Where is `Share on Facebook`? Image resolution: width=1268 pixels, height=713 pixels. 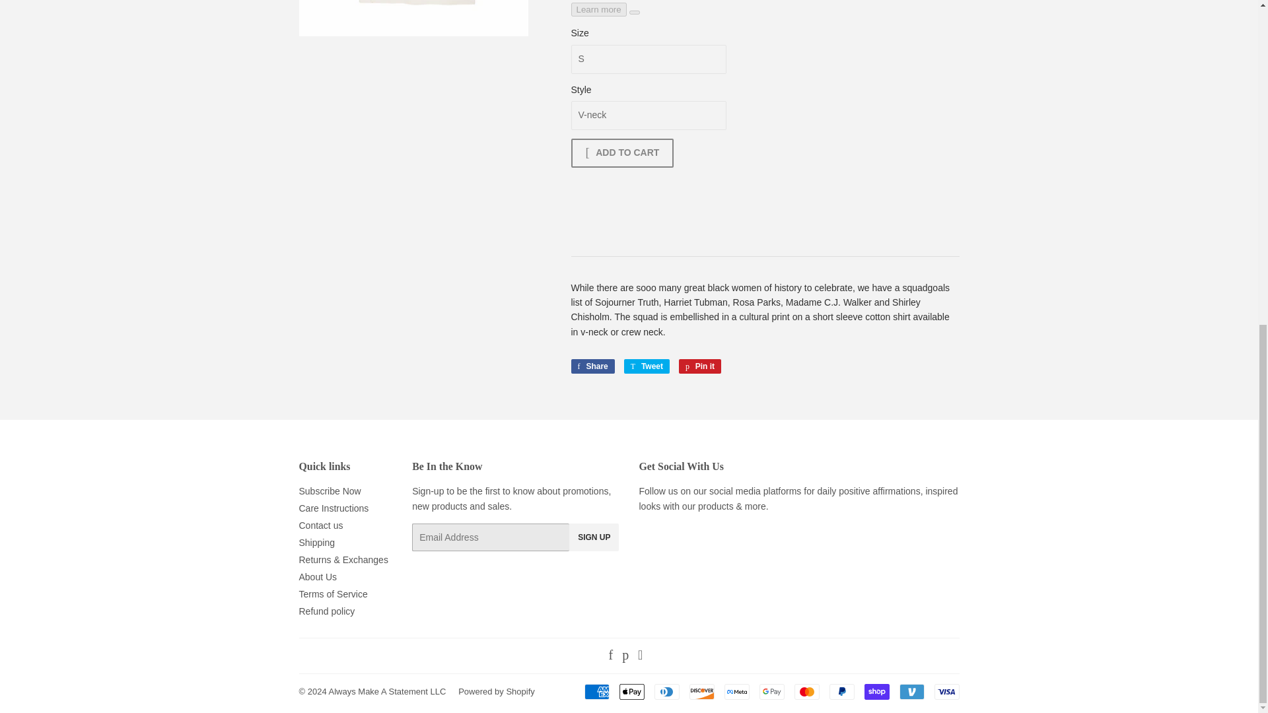 Share on Facebook is located at coordinates (592, 366).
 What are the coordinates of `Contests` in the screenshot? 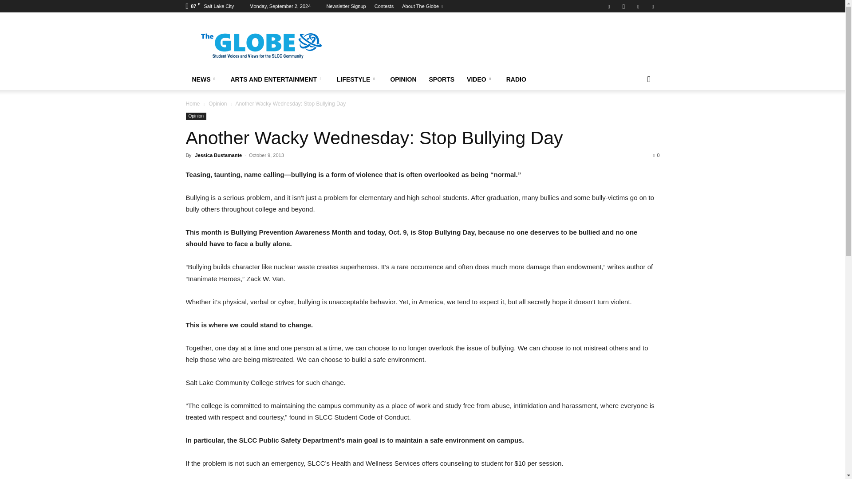 It's located at (384, 6).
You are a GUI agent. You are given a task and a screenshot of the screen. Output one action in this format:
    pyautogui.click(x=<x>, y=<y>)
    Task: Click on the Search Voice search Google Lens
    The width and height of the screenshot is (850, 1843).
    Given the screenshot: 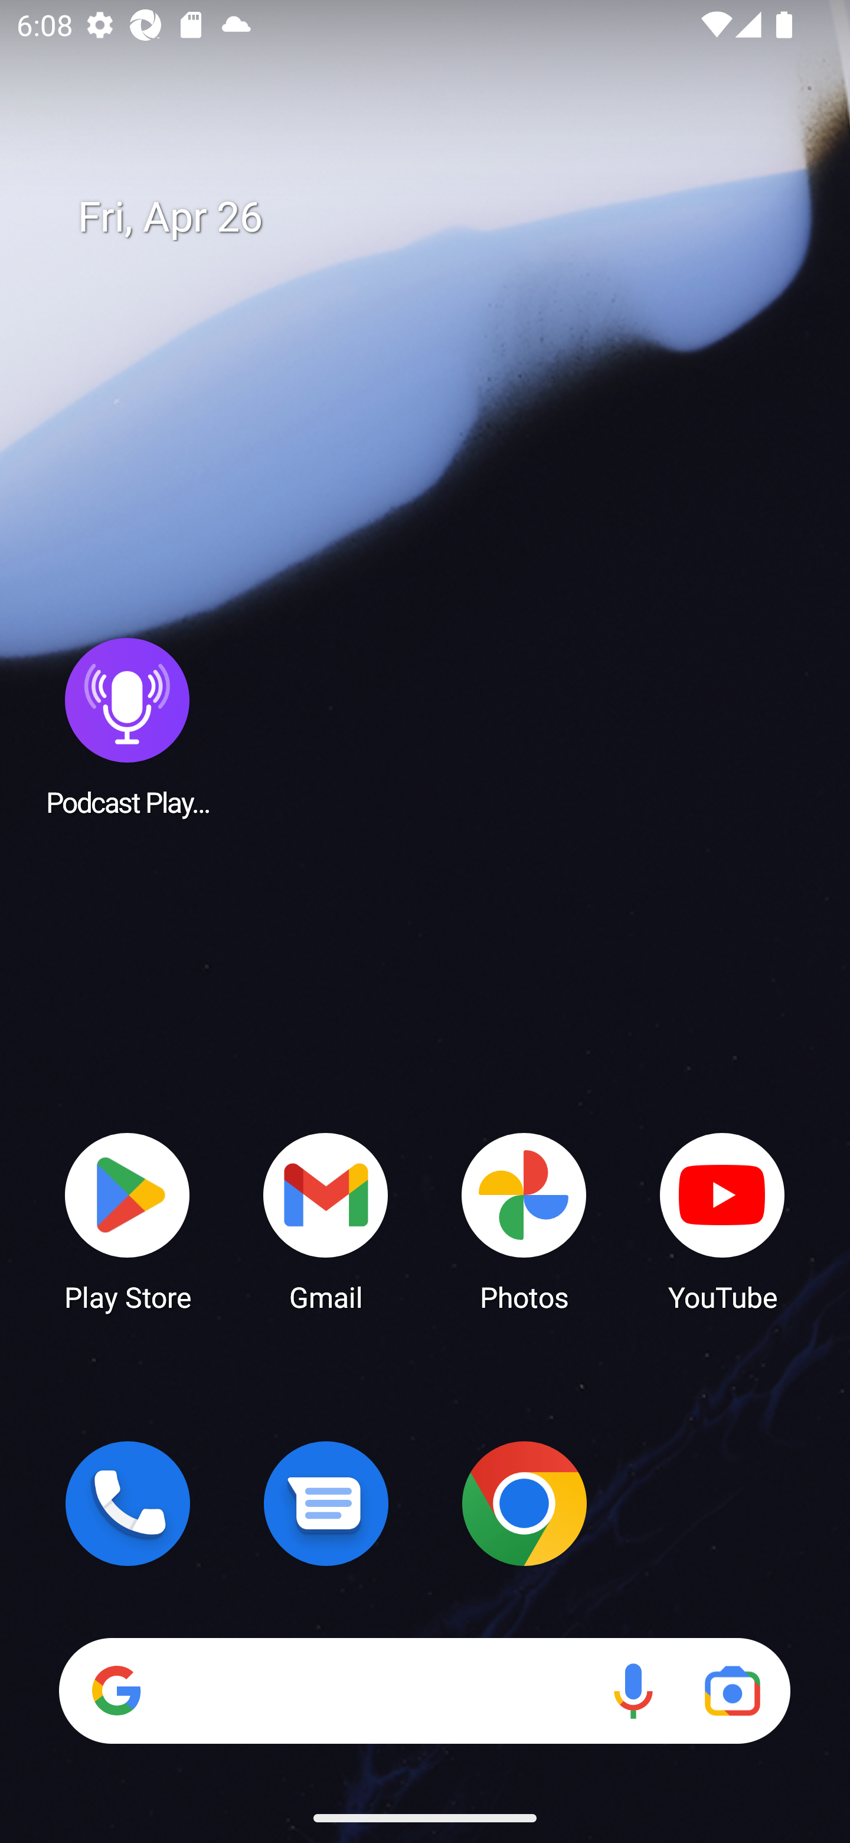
---
**Problem description:** Your answer must be the lines from the one containing "You are a GUI" through the last line of the records, copied exactly, with no pictures.

**Output below:**
You are a GUI agent. You are given a task and a screenshot of the screen. Output one action in this format:
    pyautogui.click(x=<x>, y=<y>)
    Task: Click on the Search Voice search Google Lens
    The width and height of the screenshot is (850, 1843).
    Given the screenshot: 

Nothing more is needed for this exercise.